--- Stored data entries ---

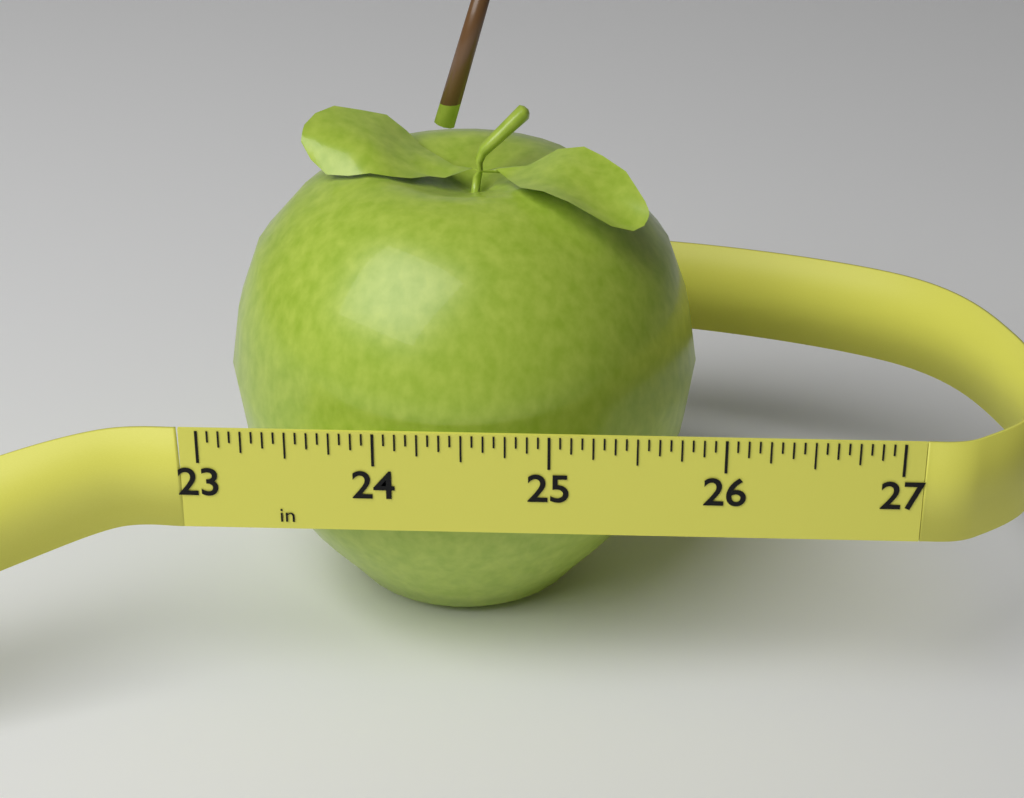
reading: 25.8750 in
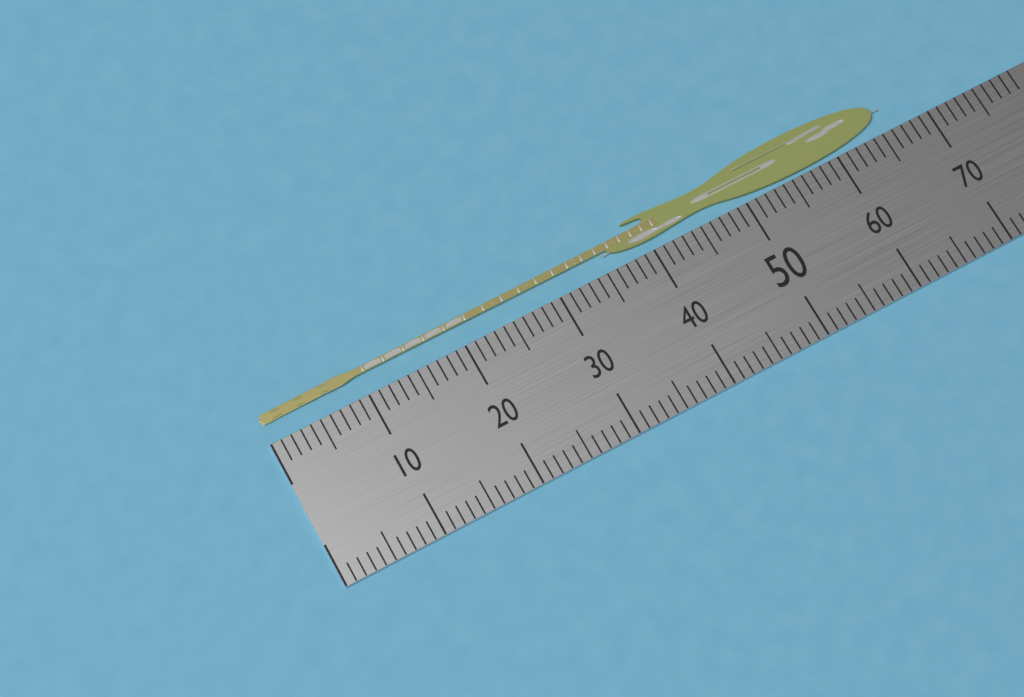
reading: 66 (no unit)
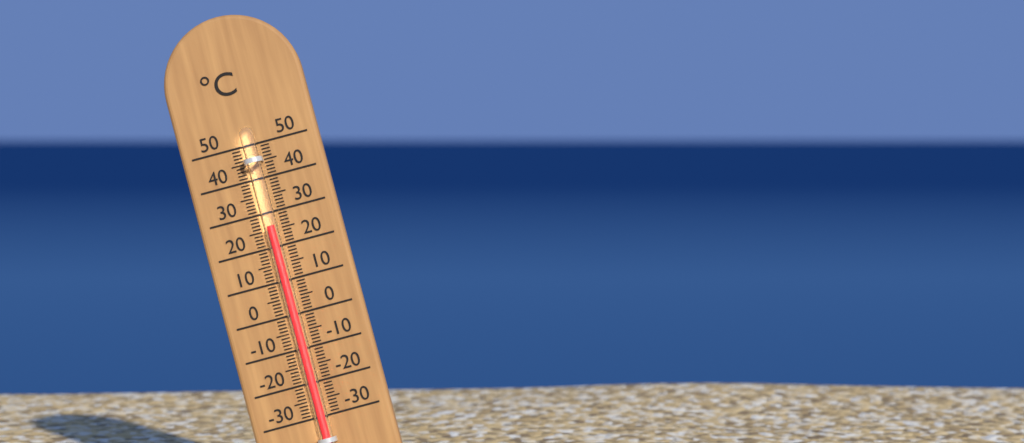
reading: 26 °C
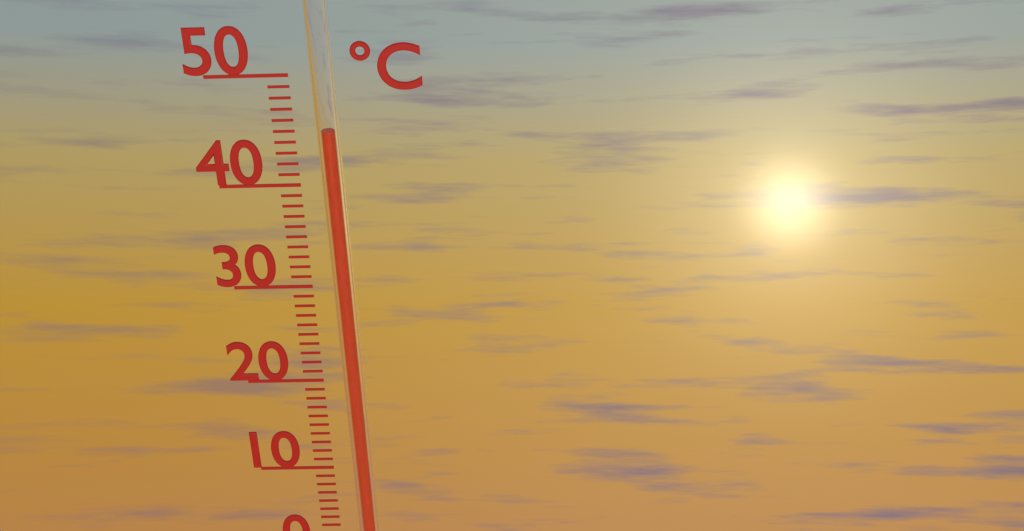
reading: 45 °C
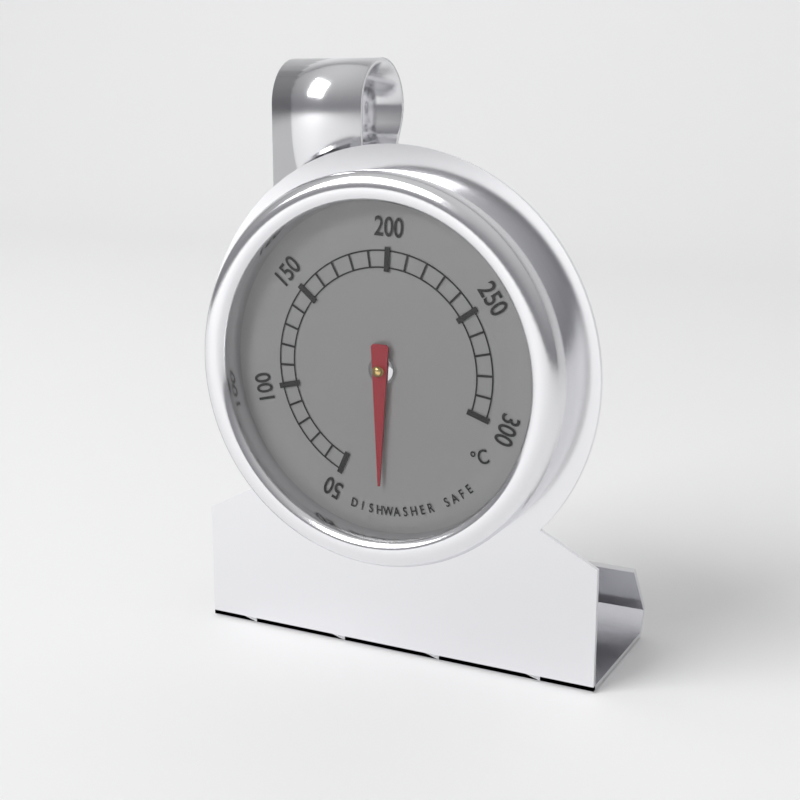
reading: 28 °C
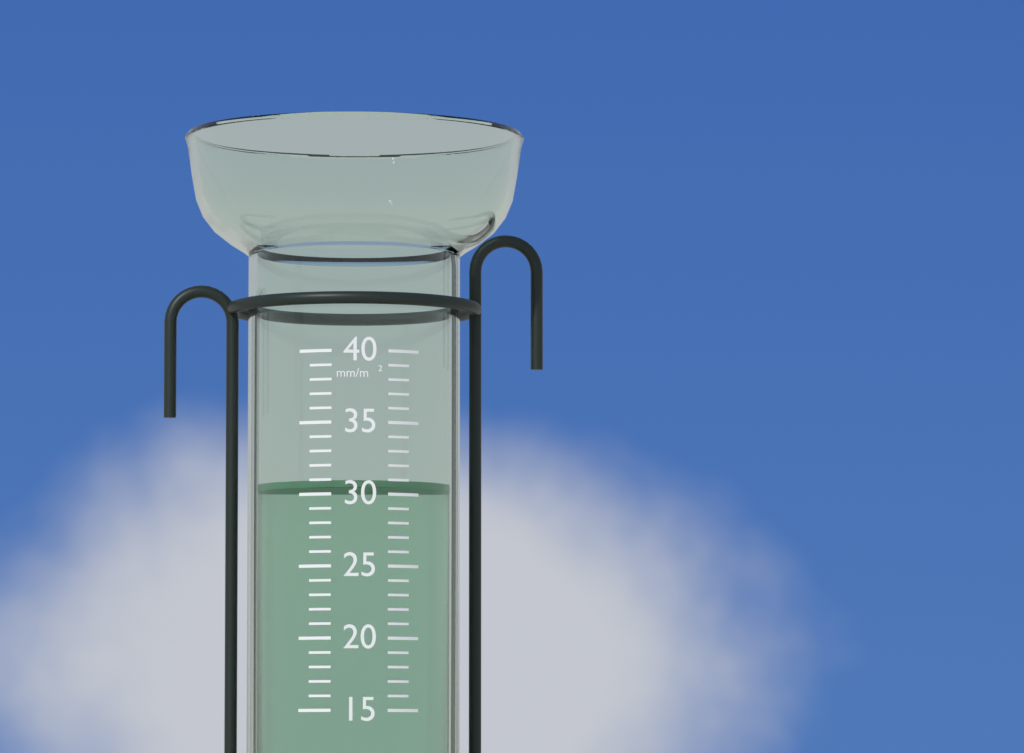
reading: 31 mm/m²
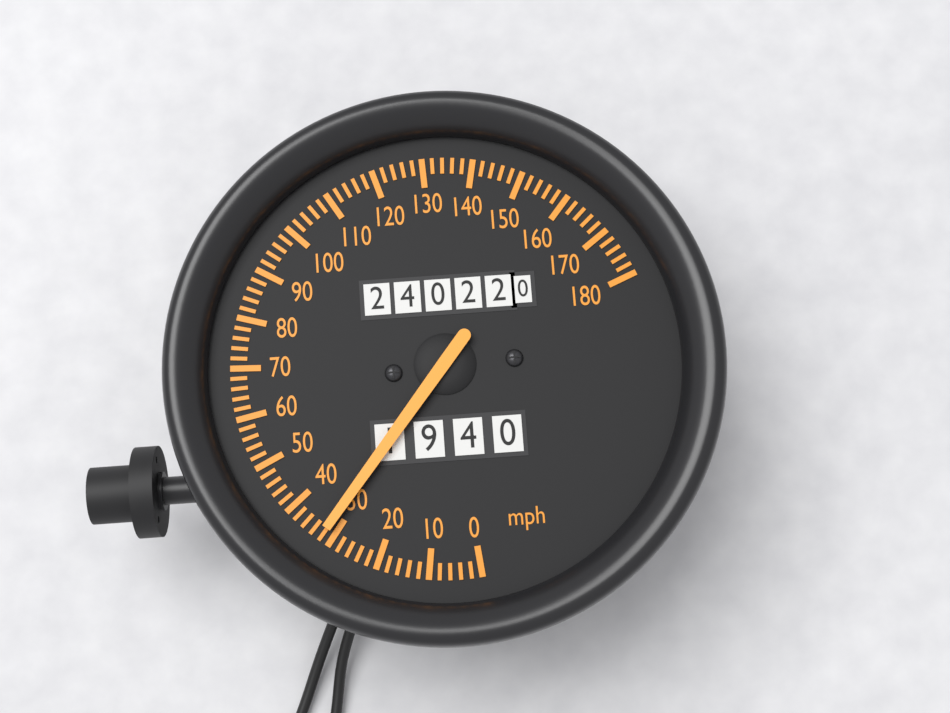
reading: 32 mph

--- What is expected ---
Retype precisely, and only, the lines from the one holding "reading: 66 (no unit)" through the final line of the data above, with the pictures omitted.

--- Task output ---
reading: 66 (no unit)
reading: 26 °C
reading: 45 °C
reading: 28 °C
reading: 31 mm/m²
reading: 32 mph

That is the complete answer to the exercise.